Gibson County’s sheriff told the county commissioners that core components of the countywide public-safety radio system failed when the agency briefly shut the system down last month during a move, and he urged immediate replacement of consoles, repeaters and paging equipment.
The sheriff said two of three amplifiers “went down and did not come back up,” leaving operations dependent on a single console and a patchwork of adapters and workarounds. He described the equipment as decades old and said the failures create a “very, very bad” single point of failure for law enforcement, fire and EMS communications.
Why it matters: dispatch and field radios are critical to emergency response across the county. The sheriff’s presentation outlined risks at the jail, on fireground channels and for mutual‑aid interoperability — issues that could affect response to multiagency incidents and the safety of jail staff and inmates.
What commissioners were asked to do: the sheriff presented a vendor quote (Motorola, the county’s existing vendor and a state‑preferred supplier) for 10–11 new console radios, rack shelves, a VHF repeater for the jail, upgrades to paging and backup HF/VHF capability, and an expansion of the combiner that ties consoles to the tower system. He proposed a funding package using three local funds: $55,000 from EDIT (excess development funds), $70,000 from the E‑9‑1‑1 fund and approximately $110,000 from the Riverboat fund to complete the purchase and installation.
Commission action: commissioners agreed to advertise the two required appropriations (one for $70,000 from the E‑9‑1‑1 fund and one for $110,000 from the Riverboat fund) so the expenditures can be considered at a future meeting. The motion to advertise was made and seconded and passed on a voice vote. The sheriff and staff said Motorola will supply one console as part of the quote and that the county already has purchased one unit.
Next steps and caveats: staff said the purchases will still require advertising and formal appropriation before contracts are awarded. Commissioners asked staff to confirm exact bid/quote details, confirm what must be competitively bid versus what can be purchased from a state‑preferred vendor, and to bring back a final ordinance/advertisement for formal approval. The sheriff reiterated the request was for a safety‑critical, emergency repair rather than a discretionary upgrade.
Ending: commissioners approved advertising the requested appropriations so the items can be formally considered at the next business meeting; staff will return with the advertised ordinances and final contract language.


## WHAT YOU WILL DO
All the entries that follow are to be returned exactly.

┌──

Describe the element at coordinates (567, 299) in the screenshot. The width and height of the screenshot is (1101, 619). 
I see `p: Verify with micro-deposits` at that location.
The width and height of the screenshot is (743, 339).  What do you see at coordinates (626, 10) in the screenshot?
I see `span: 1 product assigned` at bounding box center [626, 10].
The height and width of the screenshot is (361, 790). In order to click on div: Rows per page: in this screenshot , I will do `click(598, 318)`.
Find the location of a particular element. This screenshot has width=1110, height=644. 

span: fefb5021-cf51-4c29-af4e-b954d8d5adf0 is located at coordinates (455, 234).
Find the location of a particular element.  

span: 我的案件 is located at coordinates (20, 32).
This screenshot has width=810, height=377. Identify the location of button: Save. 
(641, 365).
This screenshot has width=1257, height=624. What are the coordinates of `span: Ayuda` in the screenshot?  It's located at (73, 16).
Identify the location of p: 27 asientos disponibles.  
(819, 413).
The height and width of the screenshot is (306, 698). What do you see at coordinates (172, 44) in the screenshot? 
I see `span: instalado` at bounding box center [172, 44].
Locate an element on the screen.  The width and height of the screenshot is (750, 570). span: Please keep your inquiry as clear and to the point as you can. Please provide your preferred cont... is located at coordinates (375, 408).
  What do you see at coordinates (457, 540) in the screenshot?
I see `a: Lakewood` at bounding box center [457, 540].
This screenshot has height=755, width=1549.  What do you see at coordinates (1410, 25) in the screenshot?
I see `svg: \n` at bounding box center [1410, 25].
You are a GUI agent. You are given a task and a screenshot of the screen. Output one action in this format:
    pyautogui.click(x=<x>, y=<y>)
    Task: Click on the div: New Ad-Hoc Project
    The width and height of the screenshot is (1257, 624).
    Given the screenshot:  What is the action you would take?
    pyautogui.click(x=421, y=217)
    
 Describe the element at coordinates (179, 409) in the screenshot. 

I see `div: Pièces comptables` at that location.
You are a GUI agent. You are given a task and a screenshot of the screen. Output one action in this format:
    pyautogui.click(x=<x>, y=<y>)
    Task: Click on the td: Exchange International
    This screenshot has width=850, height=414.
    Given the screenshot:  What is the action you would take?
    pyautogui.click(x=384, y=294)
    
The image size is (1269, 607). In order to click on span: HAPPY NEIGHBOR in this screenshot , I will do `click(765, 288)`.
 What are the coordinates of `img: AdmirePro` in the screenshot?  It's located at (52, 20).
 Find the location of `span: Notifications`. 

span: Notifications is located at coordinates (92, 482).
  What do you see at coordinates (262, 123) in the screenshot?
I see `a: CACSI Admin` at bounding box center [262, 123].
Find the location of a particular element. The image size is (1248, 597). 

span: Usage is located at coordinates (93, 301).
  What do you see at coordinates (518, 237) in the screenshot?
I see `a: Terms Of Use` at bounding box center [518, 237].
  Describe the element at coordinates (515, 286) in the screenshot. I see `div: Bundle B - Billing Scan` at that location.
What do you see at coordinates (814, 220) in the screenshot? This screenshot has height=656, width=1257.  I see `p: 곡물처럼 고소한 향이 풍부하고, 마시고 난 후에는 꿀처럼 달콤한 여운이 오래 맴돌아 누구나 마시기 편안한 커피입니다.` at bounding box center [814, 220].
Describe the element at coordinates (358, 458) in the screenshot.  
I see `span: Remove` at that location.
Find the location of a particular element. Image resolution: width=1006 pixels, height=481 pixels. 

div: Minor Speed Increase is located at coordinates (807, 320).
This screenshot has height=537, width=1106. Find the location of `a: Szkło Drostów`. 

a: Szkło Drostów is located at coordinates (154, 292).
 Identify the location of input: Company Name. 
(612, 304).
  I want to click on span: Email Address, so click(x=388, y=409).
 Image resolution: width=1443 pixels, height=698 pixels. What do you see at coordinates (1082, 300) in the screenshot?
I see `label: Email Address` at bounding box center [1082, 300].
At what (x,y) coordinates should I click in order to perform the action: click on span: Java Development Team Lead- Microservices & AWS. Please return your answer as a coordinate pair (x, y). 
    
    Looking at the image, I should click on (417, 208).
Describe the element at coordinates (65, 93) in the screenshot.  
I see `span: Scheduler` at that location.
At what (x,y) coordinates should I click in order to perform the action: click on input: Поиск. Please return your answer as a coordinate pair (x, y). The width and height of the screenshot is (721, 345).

└──

## EXERCISE ANSWER
Describe the element at coordinates (567, 299) in the screenshot. The width and height of the screenshot is (1101, 619). 
I see `p: Verify with micro-deposits` at that location.
The width and height of the screenshot is (743, 339).  What do you see at coordinates (626, 10) in the screenshot?
I see `span: 1 product assigned` at bounding box center [626, 10].
The height and width of the screenshot is (361, 790). In order to click on div: Rows per page: in this screenshot , I will do `click(598, 318)`.
Find the location of a particular element. This screenshot has width=1110, height=644. 

span: fefb5021-cf51-4c29-af4e-b954d8d5adf0 is located at coordinates (455, 234).
Find the location of a particular element.  

span: 我的案件 is located at coordinates (20, 32).
This screenshot has width=810, height=377. Identify the location of button: Save. 
(641, 365).
This screenshot has width=1257, height=624. What are the coordinates of `span: Ayuda` in the screenshot?  It's located at (73, 16).
Identify the location of p: 27 asientos disponibles.  
(819, 413).
The height and width of the screenshot is (306, 698). What do you see at coordinates (172, 44) in the screenshot? 
I see `span: instalado` at bounding box center [172, 44].
Locate an element on the screen.  The width and height of the screenshot is (750, 570). span: Please keep your inquiry as clear and to the point as you can. Please provide your preferred cont... is located at coordinates (375, 408).
  What do you see at coordinates (457, 540) in the screenshot?
I see `a: Lakewood` at bounding box center [457, 540].
This screenshot has height=755, width=1549.  What do you see at coordinates (1410, 25) in the screenshot?
I see `svg: \n` at bounding box center [1410, 25].
You are a GUI agent. You are given a task and a screenshot of the screen. Output one action in this format:
    pyautogui.click(x=<x>, y=<y>)
    Task: Click on the div: New Ad-Hoc Project
    The width and height of the screenshot is (1257, 624).
    Given the screenshot:  What is the action you would take?
    pyautogui.click(x=421, y=217)
    
 Describe the element at coordinates (179, 409) in the screenshot. 

I see `div: Pièces comptables` at that location.
You are a GUI agent. You are given a task and a screenshot of the screen. Output one action in this format:
    pyautogui.click(x=<x>, y=<y>)
    Task: Click on the td: Exchange International
    This screenshot has width=850, height=414.
    Given the screenshot:  What is the action you would take?
    pyautogui.click(x=384, y=294)
    
The image size is (1269, 607). In order to click on span: HAPPY NEIGHBOR in this screenshot , I will do `click(765, 288)`.
 What are the coordinates of `img: AdmirePro` in the screenshot?  It's located at (52, 20).
 Find the location of `span: Notifications`. 

span: Notifications is located at coordinates (92, 482).
  What do you see at coordinates (262, 123) in the screenshot?
I see `a: CACSI Admin` at bounding box center [262, 123].
Find the location of a particular element. The image size is (1248, 597). 

span: Usage is located at coordinates (93, 301).
  What do you see at coordinates (518, 237) in the screenshot?
I see `a: Terms Of Use` at bounding box center [518, 237].
  Describe the element at coordinates (515, 286) in the screenshot. I see `div: Bundle B - Billing Scan` at that location.
What do you see at coordinates (814, 220) in the screenshot? This screenshot has height=656, width=1257.  I see `p: 곡물처럼 고소한 향이 풍부하고, 마시고 난 후에는 꿀처럼 달콤한 여운이 오래 맴돌아 누구나 마시기 편안한 커피입니다.` at bounding box center [814, 220].
Describe the element at coordinates (358, 458) in the screenshot.  
I see `span: Remove` at that location.
Find the location of a particular element. Image resolution: width=1006 pixels, height=481 pixels. 

div: Minor Speed Increase is located at coordinates (807, 320).
This screenshot has height=537, width=1106. Find the location of `a: Szkło Drostów`. 

a: Szkło Drostów is located at coordinates (154, 292).
 Identify the location of input: Company Name. 
(612, 304).
  I want to click on span: Email Address, so click(x=388, y=409).
 Image resolution: width=1443 pixels, height=698 pixels. What do you see at coordinates (1082, 300) in the screenshot?
I see `label: Email Address` at bounding box center [1082, 300].
At what (x,y) coordinates should I click in order to perform the action: click on span: Java Development Team Lead- Microservices & AWS. Please return your answer as a coordinate pair (x, y). 
    
    Looking at the image, I should click on (417, 208).
Describe the element at coordinates (65, 93) in the screenshot.  
I see `span: Scheduler` at that location.
At what (x,y) coordinates should I click in order to perform the action: click on input: Поиск. Please return your answer as a coordinate pair (x, y). The width and height of the screenshot is (721, 345).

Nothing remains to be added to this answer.